Which type of water to use

TorturedSoul, know where you are coming from, my formative years were in construction. I am fortunate and cursed that I have an old house, built in the 40's. All the plumbing is easy to get to but insulation is lacking.
 
We use RO and get it for like a quarter for a huge container... I think it's like 5 gallon size. We have crappy water here. I won't drink it, so the girls aren't gonna be subjected to it either.

That's an excellent solution for a personal grow.

I've heard though, that they rarely check or replace the filters on those quarter machines though, so if you have a CE or PPM meter, it might be interesting to check.
 
rain water is the way to go if you have a steady supply. I just take off the horizontal part at the base and set a five gallon bucket or a rubbermaid under. then i fill my milk jugs.
 
I've lived in a house with wonderful well-water but I also lived in one that had a well that became contaminated and made us sick. At one time I lived in another state and thought nothing of watering my garden with rainwater (that house actually had an old cistern that was fed by a set of gutters and although city-water had been connected to the indoor plumbing, had I at some point had my service interrupted for some reason I might well have just gotten my drinking-water from the hand-pump on the back porch instead of driving to the store for bottled). But where I live now the industrial & chemical plants put so much pollution into the air (and groundwater) that raindrops on a clean car will dry leaving a dirty spot - and the rain is so acidic that when you clean the dirt off you can see a tiny place where the clearcoat has been etched. I've read here in the forums of people actually having municipal water that reads 15-25 PPM on their TDS meters, while if you freeze a bottle of what we've got and allow it to melt you can shake it & hold it up to the light and it reminds you of those globes that people set out around Christmas that have the fake snow in them.

I guess I'm trying to say that everyone's water is going to be just a little bit different (if they don't have a reverse-osmosis or distillation device) no matter what their source - and that it's really important to find out all they can about it.

I'm sure my RO system's expensive membrane is going to need replacement way sooner than if it was just doing kitchen duty.

Suggestion: Get a regular cartridge-style whole-house water filter with one or better yet two filters in it like they sell at Lowes or Home Depot. It won't give you RO-quality water by any stretch of the imagination but it will remove a lot of crap from your incoming water, which can only help the life of your RO membrane since there will be less contaminate matter reaching the RO device. Such filters are cheaper than the RO device and shouldn't restrict flow too much because they aren't likely to have such small pore-size in them that they try to stop 100% of the contaminates. Not to mention that your hot water tank, water lines, faucet stems, coffee pot, et cetera will all thank you by lasting much longer and requiring much less decalcification.
 
A 'Still is Still De Still

What about boiling water then cooling it

If boiling at sea level (high altitudes, boiling point of H2O is less):
Kills organisms that will die in temperatures of 212F or below.
Removes contaminates that evaporate at less than 212F.

Other than those possible benefits, nothing that I can imagine.

Distillation is not simply boiling water; it is boiling water in a semi-closed system, in which the boiling container is "capped" with a steam collection & condensation device. IOW, place a tight-fitting lid on a kettle, connect line to lid for the steam to go through, run line into a container of cold water with line having multiple coils in it for maximum contact with cold water, have end of line going into collection container. Place kettle over fire.

AKA "The 'still hidden in the woods behind grandpa's house." :grinjoint:

Traditionally used to distill fermented liquids into strong spirits by boiling off the alcohol content (which boils at 173F?) and condensing it. Pour into jugs, seal with a cork, and draw XXX on the outside ('cause not every hillbilly can read right and write right - right? lol) but could also be used to distill water in much the same fashion.

'shine looks like water, tastes like heaven, hits like... Well, saw the top of your skull open, scoop out about half of its contents, replace with a hand grenade, pull the pin and quickly replace the top of your skull. Take two and don't bother calling the doctor in the morning - the general cure was called "hair of the dog" and it could be found... in the next jug.
 
:welldone:

Likewise, my tap water is only 37ppm and all I do is use some de chlorinator from the pet shop (used in aquariums).

You can get a water report simply be googling your city+water system.

DD
I read somewhere that if you're using tap water, let it sit for 3 days and any chlorine will dissipate.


Using the records below, give the number of lines where the word "connector" appears, with no further output.

#####

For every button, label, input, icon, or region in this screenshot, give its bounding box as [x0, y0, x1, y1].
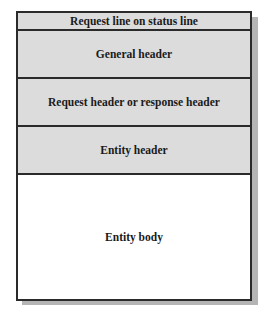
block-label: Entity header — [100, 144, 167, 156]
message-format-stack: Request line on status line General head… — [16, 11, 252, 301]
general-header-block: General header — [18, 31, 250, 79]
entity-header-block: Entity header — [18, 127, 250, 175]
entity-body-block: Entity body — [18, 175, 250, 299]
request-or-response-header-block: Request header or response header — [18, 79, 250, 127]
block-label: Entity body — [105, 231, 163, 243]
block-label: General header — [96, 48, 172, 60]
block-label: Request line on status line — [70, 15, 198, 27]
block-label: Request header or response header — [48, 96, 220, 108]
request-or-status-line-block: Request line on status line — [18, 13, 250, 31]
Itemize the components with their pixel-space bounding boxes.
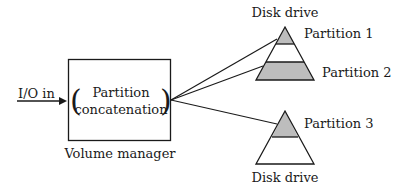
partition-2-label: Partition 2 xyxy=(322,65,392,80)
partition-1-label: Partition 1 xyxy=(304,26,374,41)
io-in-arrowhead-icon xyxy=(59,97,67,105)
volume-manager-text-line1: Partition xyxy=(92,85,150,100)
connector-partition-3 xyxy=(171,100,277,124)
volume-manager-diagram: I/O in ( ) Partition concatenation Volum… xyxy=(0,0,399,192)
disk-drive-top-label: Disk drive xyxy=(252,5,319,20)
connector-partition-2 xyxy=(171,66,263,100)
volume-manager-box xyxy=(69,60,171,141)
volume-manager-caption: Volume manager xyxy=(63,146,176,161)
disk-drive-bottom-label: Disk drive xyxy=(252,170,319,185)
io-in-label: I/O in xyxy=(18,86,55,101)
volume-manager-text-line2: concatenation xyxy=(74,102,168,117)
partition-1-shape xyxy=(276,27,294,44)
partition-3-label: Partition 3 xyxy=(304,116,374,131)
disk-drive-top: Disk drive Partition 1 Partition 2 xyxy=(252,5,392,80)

#####

• [WRITTEN SOLUTION]: 2